What do you wish for 2024?
My wish is that Painting may lead me towards a state of deepening and implementation of all that I have still to convey. Revealing the quenchless history of the Italian art is something that I have grasped since I was young and to which I yearn just as in bringing into life that which is truly genuine, thanks to what I have experienced so far. I put my will into it and Painting will decide the way forward.
Elisa Filomena – www.elisafilomena.com/
Notes:
(1) La camera delle solitarie, Flashback Habitat, Turin. Part of a site specific experimentation set around the Le Solitarie (1923) 100yr old work of Mario Sironi, within the Sironi, disegnatore furioso – Opere e cenacoli 1901-1961 exhibition, curated by Simone Aleandri.
(2) Ivan Quaroni, review essay excerpt from the Hauntology – La natura spettrale della pittura exhibition catalogue, Vanillaedizioni, Albissola Marina (IT), 2023, of the eponymous exhibition, curated by Ivan Quaroni and hosted by the Giampaolo Abbondio Gallery in Todi (IT) last year. Translation courtesy of the monographic book entitled Elisa Filomena. Un atto creativo / A Creative Act, Magonza, Arezzo (IT), 2023, curated by Liletta Fornasari.
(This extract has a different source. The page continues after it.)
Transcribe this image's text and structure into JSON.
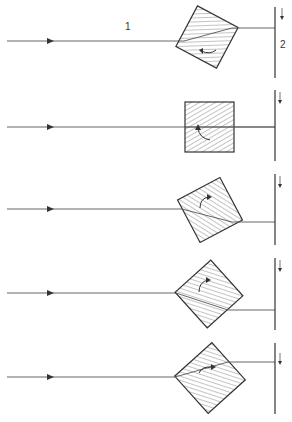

About the writer: Erka Shalari is an art writer and editor. Her work is committed to uncovering distinctive artistic positions in contemporary art. The work methodology is strongly influenced by psychology, epistemological works, as well as affects and rituals. The individuals following each interview are intertwined with a file rouge not only with the writer but also with one another, creating so curated series and episodes. In 2023, she established her writing studio Vera Frontfrau, offering writing expertise to artists, galleries and art foundations.